Think Ahead About Your Role in a Robo Advisory World
Financial innovation is here and it is here to stay. Financial advisors, broker/dealers, hybrids, and even financial planners should be thinking about how to adapt to inevitable changes launched by disruptive investing technologies.
Robo Design — Chip designers have been using it for decades
I have an unique perspective on technological disruption. For over ten years, my job was to develop software to make microchip designers more productive. Another way of describing my work was to replace microchip design tasks done by humans with software. In essence, my job was to put some chip designers out of work. My role was called (digital circuit) design automation, or DA.
In reality my work and the work of software design automation engineers like myself resulted in making designers faster and more productive — able to develop larger chips with roughly the same number of design engineers.
Robo Advisors: Infancy now, but growing very fast!
“The robos are coming, the robos are coming!” It’s true. Data though the end of 2014 shows that robo advisors managed $19 billion in assets with a 65% growth rate in just eight short months. This is essentially triple-digit growth, annual doubling. $19 billion (likely $30 billion now), is just a drop in the bucket now… but with firms like Vanguard and Schwab already developing and rolling out robo advising option of their own these crazy growth rates are sustainable for a while.
With total US assets under management (AUM) exceeding $34 trillion, an estimated $30 billion for robo advisors represents less than 0.1% of managed assets. If, however, robo advisors grow double their managed assets annually for the next five years that amounts to about 3% of total AUM management by robo advisors. If in the second five years the robo advisory annual grow rate slows to 50% that still mean that robo advisors will control in the neighborhood of 20% of managed assets by 2025.
“Robo-Shields” and Robo Friends
Deborah Fox was clever enough to coin and trademark the term “robo-shield.” The basic idea is for traditional (human) investment advisors to protect their business by offering robo-like services ranging from client access to their online data to tax harvesting. I call this the half-robo defense
Another route to explore is the “robo friends”, or “full robo-hybrid” approach. This is partnering with an internal or external robo advisor. As an investment advisor, the robo advisor is subservient to you, and provides portfolio allocation and tax-loss harvesting, while you focus on the client relationship. I believe that the “robo friends” model will win over the pure robo advising model — most people prefer to have someone to call when they have investment questions or concerns, and they like to have relationships with their human advisors. We shall see.
What matters most is staying abreast of the robo advisor revolution and having a plan for finding a place in the brave new world of robo advising.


• **Task description**: Provide an exact transcription of all the records.

• **Given records**:

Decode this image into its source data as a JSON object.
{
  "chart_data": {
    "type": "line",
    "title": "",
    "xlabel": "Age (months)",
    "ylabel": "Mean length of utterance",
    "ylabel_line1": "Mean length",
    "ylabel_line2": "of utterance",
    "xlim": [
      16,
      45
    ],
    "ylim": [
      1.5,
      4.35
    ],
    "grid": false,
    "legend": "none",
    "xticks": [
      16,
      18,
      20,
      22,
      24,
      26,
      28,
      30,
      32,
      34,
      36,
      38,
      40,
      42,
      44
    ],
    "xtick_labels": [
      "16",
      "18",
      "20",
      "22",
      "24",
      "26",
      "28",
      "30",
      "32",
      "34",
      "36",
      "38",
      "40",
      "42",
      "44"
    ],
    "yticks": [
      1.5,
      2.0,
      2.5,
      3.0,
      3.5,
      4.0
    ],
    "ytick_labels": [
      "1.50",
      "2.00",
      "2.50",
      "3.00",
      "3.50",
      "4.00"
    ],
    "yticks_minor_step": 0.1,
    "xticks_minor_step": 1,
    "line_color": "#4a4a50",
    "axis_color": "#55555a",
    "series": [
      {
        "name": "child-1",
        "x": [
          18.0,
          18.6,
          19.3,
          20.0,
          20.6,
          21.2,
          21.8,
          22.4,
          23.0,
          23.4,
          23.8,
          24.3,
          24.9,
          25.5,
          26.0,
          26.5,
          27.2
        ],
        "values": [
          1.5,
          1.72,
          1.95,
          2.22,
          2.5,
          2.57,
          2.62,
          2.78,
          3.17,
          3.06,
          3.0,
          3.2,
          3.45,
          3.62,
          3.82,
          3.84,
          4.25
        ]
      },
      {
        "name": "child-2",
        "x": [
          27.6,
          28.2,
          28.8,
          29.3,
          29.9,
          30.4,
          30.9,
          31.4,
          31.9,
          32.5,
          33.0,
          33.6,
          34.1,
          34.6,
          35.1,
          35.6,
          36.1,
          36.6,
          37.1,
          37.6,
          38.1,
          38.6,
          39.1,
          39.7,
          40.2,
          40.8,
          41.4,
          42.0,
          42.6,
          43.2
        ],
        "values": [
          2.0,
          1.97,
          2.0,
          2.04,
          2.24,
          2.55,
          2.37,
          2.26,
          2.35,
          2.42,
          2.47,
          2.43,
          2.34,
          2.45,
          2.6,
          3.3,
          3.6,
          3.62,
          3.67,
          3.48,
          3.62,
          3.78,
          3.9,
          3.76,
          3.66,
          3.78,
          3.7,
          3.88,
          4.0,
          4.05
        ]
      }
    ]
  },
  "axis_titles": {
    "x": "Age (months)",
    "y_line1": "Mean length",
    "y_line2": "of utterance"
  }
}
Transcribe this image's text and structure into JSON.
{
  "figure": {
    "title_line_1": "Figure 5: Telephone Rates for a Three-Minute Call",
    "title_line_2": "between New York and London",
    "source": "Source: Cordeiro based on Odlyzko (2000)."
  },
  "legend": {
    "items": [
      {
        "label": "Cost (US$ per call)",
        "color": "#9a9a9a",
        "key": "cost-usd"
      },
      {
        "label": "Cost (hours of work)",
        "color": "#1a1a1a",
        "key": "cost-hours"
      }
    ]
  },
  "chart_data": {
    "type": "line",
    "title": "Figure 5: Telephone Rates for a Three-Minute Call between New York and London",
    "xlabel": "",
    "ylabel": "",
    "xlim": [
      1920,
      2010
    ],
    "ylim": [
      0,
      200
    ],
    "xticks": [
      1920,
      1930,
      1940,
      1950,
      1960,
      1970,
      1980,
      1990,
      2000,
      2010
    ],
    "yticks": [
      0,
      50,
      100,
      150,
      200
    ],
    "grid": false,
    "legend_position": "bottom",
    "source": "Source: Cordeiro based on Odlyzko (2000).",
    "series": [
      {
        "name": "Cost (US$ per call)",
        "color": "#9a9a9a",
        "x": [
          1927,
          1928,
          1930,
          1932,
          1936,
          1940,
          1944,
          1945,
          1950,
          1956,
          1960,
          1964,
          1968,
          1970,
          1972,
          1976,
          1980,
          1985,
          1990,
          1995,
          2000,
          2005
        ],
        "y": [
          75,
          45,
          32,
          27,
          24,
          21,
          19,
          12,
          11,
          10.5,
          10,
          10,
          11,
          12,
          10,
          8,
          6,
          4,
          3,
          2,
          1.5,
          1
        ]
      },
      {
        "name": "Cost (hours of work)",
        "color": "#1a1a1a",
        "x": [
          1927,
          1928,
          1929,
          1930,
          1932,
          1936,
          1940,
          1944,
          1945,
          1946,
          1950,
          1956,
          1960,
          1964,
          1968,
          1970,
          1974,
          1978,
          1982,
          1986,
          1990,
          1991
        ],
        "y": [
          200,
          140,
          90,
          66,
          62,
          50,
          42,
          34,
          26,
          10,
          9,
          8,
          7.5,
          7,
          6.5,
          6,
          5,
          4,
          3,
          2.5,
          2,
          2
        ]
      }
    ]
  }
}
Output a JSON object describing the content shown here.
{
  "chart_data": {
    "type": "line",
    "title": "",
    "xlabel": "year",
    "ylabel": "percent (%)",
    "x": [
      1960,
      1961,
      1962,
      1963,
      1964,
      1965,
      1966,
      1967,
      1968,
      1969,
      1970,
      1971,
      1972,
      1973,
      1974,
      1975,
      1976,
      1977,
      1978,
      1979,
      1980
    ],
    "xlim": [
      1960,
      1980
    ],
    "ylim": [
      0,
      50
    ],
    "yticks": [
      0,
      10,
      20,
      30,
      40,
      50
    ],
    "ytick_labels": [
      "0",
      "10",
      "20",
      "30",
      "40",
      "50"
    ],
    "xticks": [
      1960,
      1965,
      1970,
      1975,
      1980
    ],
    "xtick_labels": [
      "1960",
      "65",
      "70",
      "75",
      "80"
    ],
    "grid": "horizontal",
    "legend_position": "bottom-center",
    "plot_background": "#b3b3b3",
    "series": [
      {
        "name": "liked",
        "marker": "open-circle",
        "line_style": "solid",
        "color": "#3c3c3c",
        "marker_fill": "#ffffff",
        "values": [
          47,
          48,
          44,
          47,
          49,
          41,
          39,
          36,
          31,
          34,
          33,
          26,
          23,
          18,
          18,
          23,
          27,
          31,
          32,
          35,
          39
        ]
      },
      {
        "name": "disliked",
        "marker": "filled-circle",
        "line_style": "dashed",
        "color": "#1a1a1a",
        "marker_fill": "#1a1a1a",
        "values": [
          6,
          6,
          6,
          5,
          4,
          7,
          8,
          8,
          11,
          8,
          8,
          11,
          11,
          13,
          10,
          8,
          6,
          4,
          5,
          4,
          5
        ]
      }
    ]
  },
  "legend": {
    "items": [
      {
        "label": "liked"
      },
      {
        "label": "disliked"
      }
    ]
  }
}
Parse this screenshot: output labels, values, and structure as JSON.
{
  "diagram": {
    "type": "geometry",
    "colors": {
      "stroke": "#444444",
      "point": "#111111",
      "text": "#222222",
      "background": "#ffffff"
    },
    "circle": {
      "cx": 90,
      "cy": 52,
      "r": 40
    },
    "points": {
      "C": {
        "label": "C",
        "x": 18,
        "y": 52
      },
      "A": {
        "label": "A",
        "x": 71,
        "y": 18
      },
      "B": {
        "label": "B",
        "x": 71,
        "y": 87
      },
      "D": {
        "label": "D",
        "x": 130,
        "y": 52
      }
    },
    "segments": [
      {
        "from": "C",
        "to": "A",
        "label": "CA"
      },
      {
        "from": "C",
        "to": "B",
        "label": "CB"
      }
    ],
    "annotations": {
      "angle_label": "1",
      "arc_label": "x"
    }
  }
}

• **Result for this task**:
Decode this image into its source data as a JSON object.
{
  "chart_data": {
    "type": "line",
    "title": "",
    "xlabel": "Age (months)",
    "ylabel": "Mean length of utterance",
    "ylabel_line1": "Mean length",
    "ylabel_line2": "of utterance",
    "xlim": [
      16,
      45
    ],
    "ylim": [
      1.5,
      4.35
    ],
    "grid": false,
    "legend": "none",
    "xticks": [
      16,
      18,
      20,
      22,
      24,
      26,
      28,
      30,
      32,
      34,
      36,
      38,
      40,
      42,
      44
    ],
    "xtick_labels": [
      "16",
      "18",
      "20",
      "22",
      "24",
      "26",
      "28",
      "30",
      "32",
      "34",
      "36",
      "38",
      "40",
      "42",
      "44"
    ],
    "yticks": [
      1.5,
      2.0,
      2.5,
      3.0,
      3.5,
      4.0
    ],
    "ytick_labels": [
      "1.50",
      "2.00",
      "2.50",
      "3.00",
      "3.50",
      "4.00"
    ],
    "yticks_minor_step": 0.1,
    "xticks_minor_step": 1,
    "line_color": "#4a4a50",
    "axis_color": "#55555a",
    "series": [
      {
        "name": "child-1",
        "x": [
          18.0,
          18.6,
          19.3,
          20.0,
          20.6,
          21.2,
          21.8,
          22.4,
          23.0,
          23.4,
          23.8,
          24.3,
          24.9,
          25.5,
          26.0,
          26.5,
          27.2
        ],
        "values": [
          1.5,
          1.72,
          1.95,
          2.22,
          2.5,
          2.57,
          2.62,
          2.78,
          3.17,
          3.06,
          3.0,
          3.2,
          3.45,
          3.62,
          3.82,
          3.84,
          4.25
        ]
      },
      {
        "name": "child-2",
        "x": [
          27.6,
          28.2,
          28.8,
          29.3,
          29.9,
          30.4,
          30.9,
          31.4,
          31.9,
          32.5,
          33.0,
          33.6,
          34.1,
          34.6,
          35.1,
          35.6,
          36.1,
          36.6,
          37.1,
          37.6,
          38.1,
          38.6,
          39.1,
          39.7,
          40.2,
          40.8,
          41.4,
          42.0,
          42.6,
          43.2
        ],
        "values": [
          2.0,
          1.97,
          2.0,
          2.04,
          2.24,
          2.55,
          2.37,
          2.26,
          2.35,
          2.42,
          2.47,
          2.43,
          2.34,
          2.45,
          2.6,
          3.3,
          3.6,
          3.62,
          3.67,
          3.48,
          3.62,
          3.78,
          3.9,
          3.76,
          3.66,
          3.78,
          3.7,
          3.88,
          4.0,
          4.05
        ]
      }
    ]
  },
  "axis_titles": {
    "x": "Age (months)",
    "y_line1": "Mean length",
    "y_line2": "of utterance"
  }
}
Transcribe this image's text and structure into JSON.
{
  "figure": {
    "title_line_1": "Figure 5: Telephone Rates for a Three-Minute Call",
    "title_line_2": "between New York and London",
    "source": "Source: Cordeiro based on Odlyzko (2000)."
  },
  "legend": {
    "items": [
      {
        "label": "Cost (US$ per call)",
        "color": "#9a9a9a",
        "key": "cost-usd"
      },
      {
        "label": "Cost (hours of work)",
        "color": "#1a1a1a",
        "key": "cost-hours"
      }
    ]
  },
  "chart_data": {
    "type": "line",
    "title": "Figure 5: Telephone Rates for a Three-Minute Call between New York and London",
    "xlabel": "",
    "ylabel": "",
    "xlim": [
      1920,
      2010
    ],
    "ylim": [
      0,
      200
    ],
    "xticks": [
      1920,
      1930,
      1940,
      1950,
      1960,
      1970,
      1980,
      1990,
      2000,
      2010
    ],
    "yticks": [
      0,
      50,
      100,
      150,
      200
    ],
    "grid": false,
    "legend_position": "bottom",
    "source": "Source: Cordeiro based on Odlyzko (2000).",
    "series": [
      {
        "name": "Cost (US$ per call)",
        "color": "#9a9a9a",
        "x": [
          1927,
          1928,
          1930,
          1932,
          1936,
          1940,
          1944,
          1945,
          1950,
          1956,
          1960,
          1964,
          1968,
          1970,
          1972,
          1976,
          1980,
          1985,
          1990,
          1995,
          2000,
          2005
        ],
        "y": [
          75,
          45,
          32,
          27,
          24,
          21,
          19,
          12,
          11,
          10.5,
          10,
          10,
          11,
          12,
          10,
          8,
          6,
          4,
          3,
          2,
          1.5,
          1
        ]
      },
      {
        "name": "Cost (hours of work)",
        "color": "#1a1a1a",
        "x": [
          1927,
          1928,
          1929,
          1930,
          1932,
          1936,
          1940,
          1944,
          1945,
          1946,
          1950,
          1956,
          1960,
          1964,
          1968,
          1970,
          1974,
          1978,
          1982,
          1986,
          1990,
          1991
        ],
        "y": [
          200,
          140,
          90,
          66,
          62,
          50,
          42,
          34,
          26,
          10,
          9,
          8,
          7.5,
          7,
          6.5,
          6,
          5,
          4,
          3,
          2.5,
          2,
          2
        ]
      }
    ]
  }
}
Output a JSON object describing the content shown here.
{
  "chart_data": {
    "type": "line",
    "title": "",
    "xlabel": "year",
    "ylabel": "percent (%)",
    "x": [
      1960,
      1961,
      1962,
      1963,
      1964,
      1965,
      1966,
      1967,
      1968,
      1969,
      1970,
      1971,
      1972,
      1973,
      1974,
      1975,
      1976,
      1977,
      1978,
      1979,
      1980
    ],
    "xlim": [
      1960,
      1980
    ],
    "ylim": [
      0,
      50
    ],
    "yticks": [
      0,
      10,
      20,
      30,
      40,
      50
    ],
    "ytick_labels": [
      "0",
      "10",
      "20",
      "30",
      "40",
      "50"
    ],
    "xticks": [
      1960,
      1965,
      1970,
      1975,
      1980
    ],
    "xtick_labels": [
      "1960",
      "65",
      "70",
      "75",
      "80"
    ],
    "grid": "horizontal",
    "legend_position": "bottom-center",
    "plot_background": "#b3b3b3",
    "series": [
      {
        "name": "liked",
        "marker": "open-circle",
        "line_style": "solid",
        "color": "#3c3c3c",
        "marker_fill": "#ffffff",
        "values": [
          47,
          48,
          44,
          47,
          49,
          41,
          39,
          36,
          31,
          34,
          33,
          26,
          23,
          18,
          18,
          23,
          27,
          31,
          32,
          35,
          39
        ]
      },
      {
        "name": "disliked",
        "marker": "filled-circle",
        "line_style": "dashed",
        "color": "#1a1a1a",
        "marker_fill": "#1a1a1a",
        "values": [
          6,
          6,
          6,
          5,
          4,
          7,
          8,
          8,
          11,
          8,
          8,
          11,
          11,
          13,
          10,
          8,
          6,
          4,
          5,
          4,
          5
        ]
      }
    ]
  },
  "legend": {
    "items": [
      {
        "label": "liked"
      },
      {
        "label": "disliked"
      }
    ]
  }
}
Parse this screenshot: output labels, values, and structure as JSON.
{
  "diagram": {
    "type": "geometry",
    "colors": {
      "stroke": "#444444",
      "point": "#111111",
      "text": "#222222",
      "background": "#ffffff"
    },
    "circle": {
      "cx": 90,
      "cy": 52,
      "r": 40
    },
    "points": {
      "C": {
        "label": "C",
        "x": 18,
        "y": 52
      },
      "A": {
        "label": "A",
        "x": 71,
        "y": 18
      },
      "B": {
        "label": "B",
        "x": 71,
        "y": 87
      },
      "D": {
        "label": "D",
        "x": 130,
        "y": 52
      }
    },
    "segments": [
      {
        "from": "C",
        "to": "A",
        "label": "CA"
      },
      {
        "from": "C",
        "to": "B",
        "label": "CB"
      }
    ],
    "annotations": {
      "angle_label": "1",
      "arc_label": "x"
    }
  }
}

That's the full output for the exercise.